Exercise aim: Return all lines from the entries below in which the word "will" is present.

Data in this exercise:

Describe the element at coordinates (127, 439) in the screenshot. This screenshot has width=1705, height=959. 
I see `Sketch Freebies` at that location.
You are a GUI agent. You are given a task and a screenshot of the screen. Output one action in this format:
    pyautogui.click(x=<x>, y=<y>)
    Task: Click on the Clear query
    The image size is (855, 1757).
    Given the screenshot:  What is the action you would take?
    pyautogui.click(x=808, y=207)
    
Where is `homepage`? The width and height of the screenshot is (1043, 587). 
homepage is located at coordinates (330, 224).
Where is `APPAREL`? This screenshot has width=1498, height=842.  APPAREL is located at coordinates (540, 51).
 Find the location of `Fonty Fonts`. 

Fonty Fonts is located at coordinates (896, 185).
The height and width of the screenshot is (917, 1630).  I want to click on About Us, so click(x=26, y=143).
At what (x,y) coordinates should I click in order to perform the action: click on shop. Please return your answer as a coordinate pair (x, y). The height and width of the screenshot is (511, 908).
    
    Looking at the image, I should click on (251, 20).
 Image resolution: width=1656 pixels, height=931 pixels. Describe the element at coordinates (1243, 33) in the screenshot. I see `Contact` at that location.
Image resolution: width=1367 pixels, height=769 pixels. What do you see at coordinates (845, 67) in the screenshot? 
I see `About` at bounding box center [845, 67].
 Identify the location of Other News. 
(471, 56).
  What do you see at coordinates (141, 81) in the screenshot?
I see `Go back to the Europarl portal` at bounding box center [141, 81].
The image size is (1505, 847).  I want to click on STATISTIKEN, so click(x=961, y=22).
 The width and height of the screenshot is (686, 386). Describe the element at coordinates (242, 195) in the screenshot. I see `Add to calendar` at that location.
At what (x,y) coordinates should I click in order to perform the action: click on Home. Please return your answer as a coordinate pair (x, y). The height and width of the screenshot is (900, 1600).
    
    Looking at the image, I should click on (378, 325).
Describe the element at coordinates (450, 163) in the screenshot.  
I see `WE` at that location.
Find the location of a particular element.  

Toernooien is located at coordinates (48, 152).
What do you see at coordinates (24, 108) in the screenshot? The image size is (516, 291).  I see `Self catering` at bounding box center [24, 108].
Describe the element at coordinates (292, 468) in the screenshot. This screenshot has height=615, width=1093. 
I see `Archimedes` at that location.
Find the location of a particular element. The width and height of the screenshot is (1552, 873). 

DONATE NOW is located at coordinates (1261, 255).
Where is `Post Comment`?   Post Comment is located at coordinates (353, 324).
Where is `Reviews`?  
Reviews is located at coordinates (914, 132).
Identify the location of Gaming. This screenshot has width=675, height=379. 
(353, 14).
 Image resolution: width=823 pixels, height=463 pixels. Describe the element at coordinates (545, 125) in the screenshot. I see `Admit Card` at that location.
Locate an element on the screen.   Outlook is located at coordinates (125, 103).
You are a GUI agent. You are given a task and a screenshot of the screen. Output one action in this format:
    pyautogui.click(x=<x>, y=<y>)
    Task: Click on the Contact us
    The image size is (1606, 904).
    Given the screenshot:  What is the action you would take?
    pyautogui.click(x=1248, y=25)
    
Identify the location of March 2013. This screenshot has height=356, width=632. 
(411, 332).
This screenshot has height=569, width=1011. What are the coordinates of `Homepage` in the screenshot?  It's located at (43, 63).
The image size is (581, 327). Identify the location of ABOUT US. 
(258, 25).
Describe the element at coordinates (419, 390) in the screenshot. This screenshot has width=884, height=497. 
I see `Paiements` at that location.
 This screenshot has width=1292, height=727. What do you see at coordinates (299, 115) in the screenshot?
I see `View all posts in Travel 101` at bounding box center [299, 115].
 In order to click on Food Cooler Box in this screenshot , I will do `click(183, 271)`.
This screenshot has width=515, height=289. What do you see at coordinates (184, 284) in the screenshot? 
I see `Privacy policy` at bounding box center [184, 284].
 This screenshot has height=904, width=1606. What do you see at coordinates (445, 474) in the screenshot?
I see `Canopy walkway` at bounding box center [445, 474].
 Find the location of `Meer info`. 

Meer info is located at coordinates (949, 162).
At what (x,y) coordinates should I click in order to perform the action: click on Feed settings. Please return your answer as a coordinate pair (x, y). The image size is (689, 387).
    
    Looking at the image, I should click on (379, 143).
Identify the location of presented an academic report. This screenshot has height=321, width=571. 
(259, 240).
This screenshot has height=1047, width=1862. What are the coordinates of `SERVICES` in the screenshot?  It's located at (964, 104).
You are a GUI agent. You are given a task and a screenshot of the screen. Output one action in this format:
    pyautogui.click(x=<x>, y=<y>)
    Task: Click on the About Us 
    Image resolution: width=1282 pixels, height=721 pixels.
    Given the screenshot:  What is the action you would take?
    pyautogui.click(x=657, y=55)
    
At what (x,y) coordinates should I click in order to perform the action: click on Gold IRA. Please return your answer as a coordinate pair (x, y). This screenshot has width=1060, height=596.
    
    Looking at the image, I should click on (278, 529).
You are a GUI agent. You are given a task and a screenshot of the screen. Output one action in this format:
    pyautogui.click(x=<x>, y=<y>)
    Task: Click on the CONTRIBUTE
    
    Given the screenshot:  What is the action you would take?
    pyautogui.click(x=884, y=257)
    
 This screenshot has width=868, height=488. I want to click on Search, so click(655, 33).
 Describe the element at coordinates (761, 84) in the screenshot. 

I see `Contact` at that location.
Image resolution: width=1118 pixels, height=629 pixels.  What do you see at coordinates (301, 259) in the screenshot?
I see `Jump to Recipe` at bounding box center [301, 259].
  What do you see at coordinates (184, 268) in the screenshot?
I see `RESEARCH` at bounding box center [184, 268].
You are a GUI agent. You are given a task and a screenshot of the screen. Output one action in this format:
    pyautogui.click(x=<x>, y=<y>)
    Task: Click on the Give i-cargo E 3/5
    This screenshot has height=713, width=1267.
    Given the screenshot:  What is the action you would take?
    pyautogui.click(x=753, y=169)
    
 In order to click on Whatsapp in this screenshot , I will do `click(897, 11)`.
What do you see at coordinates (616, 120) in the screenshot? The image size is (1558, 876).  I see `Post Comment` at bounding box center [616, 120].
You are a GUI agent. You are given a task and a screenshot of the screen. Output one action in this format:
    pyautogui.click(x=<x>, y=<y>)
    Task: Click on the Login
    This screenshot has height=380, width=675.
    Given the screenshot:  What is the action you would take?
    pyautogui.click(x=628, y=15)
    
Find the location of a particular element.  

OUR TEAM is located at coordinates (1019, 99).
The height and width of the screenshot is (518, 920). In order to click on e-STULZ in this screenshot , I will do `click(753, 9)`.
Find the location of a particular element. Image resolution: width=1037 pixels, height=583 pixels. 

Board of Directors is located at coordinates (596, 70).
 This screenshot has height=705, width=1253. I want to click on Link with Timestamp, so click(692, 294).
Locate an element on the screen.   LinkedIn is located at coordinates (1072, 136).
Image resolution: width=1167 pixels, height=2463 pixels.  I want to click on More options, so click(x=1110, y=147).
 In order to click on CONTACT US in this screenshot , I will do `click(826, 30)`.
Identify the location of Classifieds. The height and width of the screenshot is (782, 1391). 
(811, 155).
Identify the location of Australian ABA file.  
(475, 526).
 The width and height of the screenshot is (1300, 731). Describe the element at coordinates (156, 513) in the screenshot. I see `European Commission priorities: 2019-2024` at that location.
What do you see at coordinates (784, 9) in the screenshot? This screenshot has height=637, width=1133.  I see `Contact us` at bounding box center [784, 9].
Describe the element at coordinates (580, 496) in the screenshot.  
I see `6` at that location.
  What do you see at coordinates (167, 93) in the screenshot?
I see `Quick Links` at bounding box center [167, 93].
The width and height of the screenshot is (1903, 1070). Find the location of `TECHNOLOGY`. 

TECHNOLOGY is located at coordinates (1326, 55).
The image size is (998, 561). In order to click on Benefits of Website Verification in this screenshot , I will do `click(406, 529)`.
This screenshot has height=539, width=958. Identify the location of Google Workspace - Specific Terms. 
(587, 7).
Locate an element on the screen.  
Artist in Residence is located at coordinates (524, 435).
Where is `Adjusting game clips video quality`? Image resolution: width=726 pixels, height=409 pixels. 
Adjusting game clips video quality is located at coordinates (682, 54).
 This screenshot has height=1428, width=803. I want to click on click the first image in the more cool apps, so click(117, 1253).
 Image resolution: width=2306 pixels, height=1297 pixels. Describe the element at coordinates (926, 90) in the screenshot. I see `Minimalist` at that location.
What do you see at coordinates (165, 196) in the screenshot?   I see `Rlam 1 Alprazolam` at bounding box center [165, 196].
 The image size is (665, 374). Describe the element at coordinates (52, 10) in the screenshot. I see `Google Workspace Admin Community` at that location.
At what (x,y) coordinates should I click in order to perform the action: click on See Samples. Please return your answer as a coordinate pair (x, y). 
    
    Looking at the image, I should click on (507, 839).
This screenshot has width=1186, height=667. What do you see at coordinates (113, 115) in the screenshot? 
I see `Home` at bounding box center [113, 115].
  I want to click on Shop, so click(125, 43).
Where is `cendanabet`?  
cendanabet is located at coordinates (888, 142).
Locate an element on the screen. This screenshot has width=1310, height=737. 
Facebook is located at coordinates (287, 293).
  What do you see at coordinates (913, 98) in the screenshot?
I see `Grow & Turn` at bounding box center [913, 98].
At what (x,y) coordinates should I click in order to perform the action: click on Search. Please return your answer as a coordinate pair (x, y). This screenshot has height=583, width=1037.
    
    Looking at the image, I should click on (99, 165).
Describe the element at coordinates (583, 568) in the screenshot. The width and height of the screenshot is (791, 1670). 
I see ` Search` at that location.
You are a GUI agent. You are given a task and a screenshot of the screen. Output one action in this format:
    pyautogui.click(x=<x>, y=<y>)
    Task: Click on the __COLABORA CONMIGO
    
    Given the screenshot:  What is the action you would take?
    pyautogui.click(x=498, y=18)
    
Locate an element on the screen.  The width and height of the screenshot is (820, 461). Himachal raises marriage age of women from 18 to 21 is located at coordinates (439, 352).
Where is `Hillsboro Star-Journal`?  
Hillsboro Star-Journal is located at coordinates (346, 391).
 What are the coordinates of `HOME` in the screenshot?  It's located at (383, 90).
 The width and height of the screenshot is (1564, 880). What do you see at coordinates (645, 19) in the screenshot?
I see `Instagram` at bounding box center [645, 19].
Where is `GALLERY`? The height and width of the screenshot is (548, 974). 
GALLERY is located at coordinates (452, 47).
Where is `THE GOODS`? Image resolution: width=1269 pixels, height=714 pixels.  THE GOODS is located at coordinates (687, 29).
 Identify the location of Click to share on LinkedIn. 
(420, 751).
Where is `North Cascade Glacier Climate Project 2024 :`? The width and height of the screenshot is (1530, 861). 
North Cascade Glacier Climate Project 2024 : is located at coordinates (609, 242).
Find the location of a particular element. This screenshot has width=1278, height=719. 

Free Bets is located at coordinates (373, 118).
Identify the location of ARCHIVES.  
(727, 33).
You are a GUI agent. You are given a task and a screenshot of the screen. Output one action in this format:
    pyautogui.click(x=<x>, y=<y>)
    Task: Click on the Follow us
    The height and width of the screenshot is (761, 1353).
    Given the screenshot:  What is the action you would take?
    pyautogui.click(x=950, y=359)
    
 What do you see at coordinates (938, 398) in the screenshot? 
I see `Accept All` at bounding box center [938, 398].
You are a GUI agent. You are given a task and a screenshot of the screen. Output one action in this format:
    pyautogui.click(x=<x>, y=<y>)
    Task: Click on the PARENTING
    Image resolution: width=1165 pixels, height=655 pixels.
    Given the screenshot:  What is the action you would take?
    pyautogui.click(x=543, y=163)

Exercise response:
 In order to click on Food Cooler Box in this screenshot , I will do `click(183, 271)`.
 In order to click on Whatsapp in this screenshot , I will do `click(897, 11)`.
The height and width of the screenshot is (518, 920). In order to click on e-STULZ in this screenshot , I will do `click(753, 9)`.
 In order to click on CONTACT US in this screenshot , I will do `click(826, 30)`.
The image size is (998, 561). In order to click on Benefits of Website Verification in this screenshot , I will do `click(406, 529)`.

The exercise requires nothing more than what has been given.